Across K–5, Starlight Station covers these 14 standards. Mastery is tracked per standard for each agent. Official Common Core wording:
| 1.NBT.C.4 | Add within 100, including adding a two-digit number and a one-digit number, and adding a two-digit number and a multiple of 10, using concrete models or drawings and strategies based on place value, properties of operations, and/or the relationship between addition and subtraction; relate the strategy to a written method and explain the reasoning used. Understand that in adding two-digit numbers, one adds tens and tens, ones and ones; and sometimes it is necessary to compose a ten. |
|---|---|
| 1.OA.C.6 | Add and subtract within 20, demonstrating fluency for addition and subtraction within 10. Use strategies such as counting on; making ten; decomposing a number leading to a ten; using the relationship between addition and subtraction; and creating equivalent but easier or known sums. |
| 2.NBT.B.5 | Fluently add and subtract within 100 using strategies based on place value, properties of operations, and/or the relationship between addition and subtraction. |
| 2.OA.A.1 | Use addition and subtraction within 100 to solve one- and two-step word problems involving situations of adding to, taking from, putting together, taking apart, and comparing, with unknowns in all positions, e.g., by using drawings and equations with a symbol for the unknown number to represent the problem. |
| 3.NBT.A.2 | Fluently add and subtract within 1000 using strategies and algorithms based on place value, properties of operations, and/or the relationship between addition and subtraction. |
| 3.OA.C.7 | Fluently multiply and divide within 100, using strategies such as the relationship between multiplication and division or properties of operations.
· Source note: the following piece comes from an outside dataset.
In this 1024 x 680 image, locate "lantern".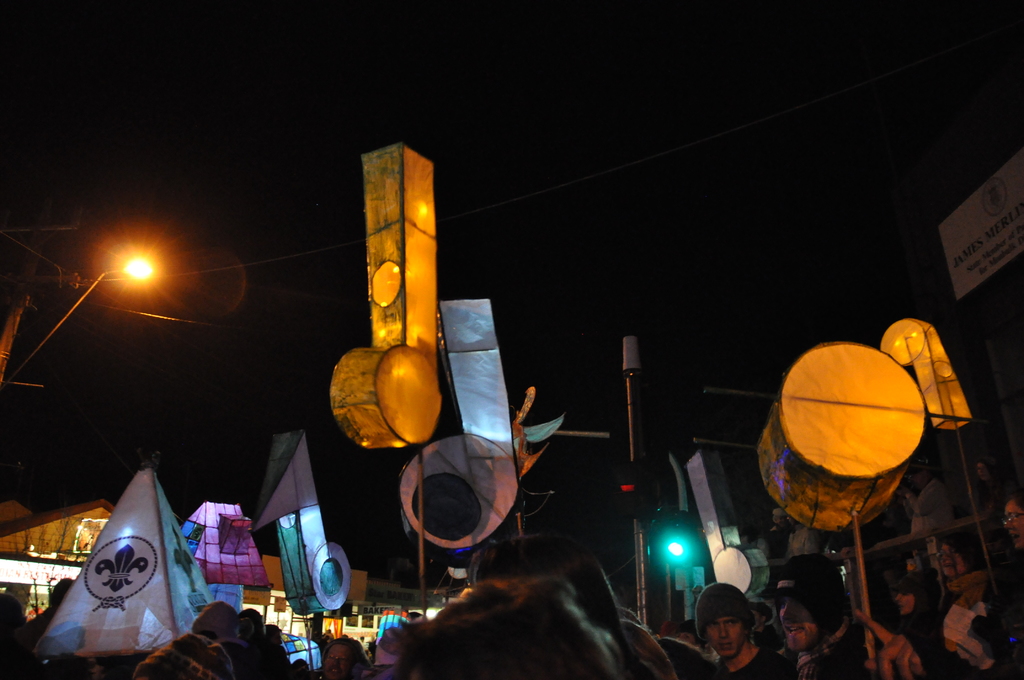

By the end of Grade 3, know from memory all products of two one-digit numbers. |
| 4.NBT.B.4 | Fluently add and subtract multi-digit whole numbers using the standard algorithm. |
| 4.NBT.B.5 | Multiply a whole number of up to four digits by a one-digit whole number, and multiply two two-digit numbers, using strategies based on place value and the properties of operations. Illustrate and explain the calculation by using equations, rectangular arrays, and/or area models. |
| 4.NBT.B.6 | Find whole-number quotients and remainders with up to four-digit dividends and one-digit divisors, using strategies based on place value, the properties of operations, and/or the relationship between multiplication and division. Illustrate and explain the calculation by using equations, rectangular arrays, and/or area models. |
| 5.NBT.B.5 | Fluently multiply multi-digit whole numbers using the standard algorithm. |
| 5.NBT.B.6 | Find whole-number quotients of whole numbers with up to four-digit dividends and two-digit divisors, using strategies based on place value, the properties of operations, and/or the relationship between multiplication and division. Illustrate and explain the calculation by using equations, rectangular arrays, and/or area models. |
| 5.OA.A.1 | Use parentheses, brackets, or braces in numerical expressions, and evaluate expressions with these symbols. |
| K.OA.A.2 | Solve addition and subtraction word problems, and add and subtract within 10, e.g., by using objects or drawings to represent the problem. |
| K.OA.A.5 | Fluently add and subtract within 5. |
Yes — at every grade from Kindergarten to Grade 5, with no card required. It's a complete case, not a demo: the full four rounds, the badge and the XP. The other five mysteries need a membership.
The one they're actually in. Grades aren't locked, so if it's too easy or too hard you can move them without losing anything — the same story exists at all six levels.
Nothing punishing happens. The case simply waits, and they try again. There's no timer scoring them down and no way to fail out of a case.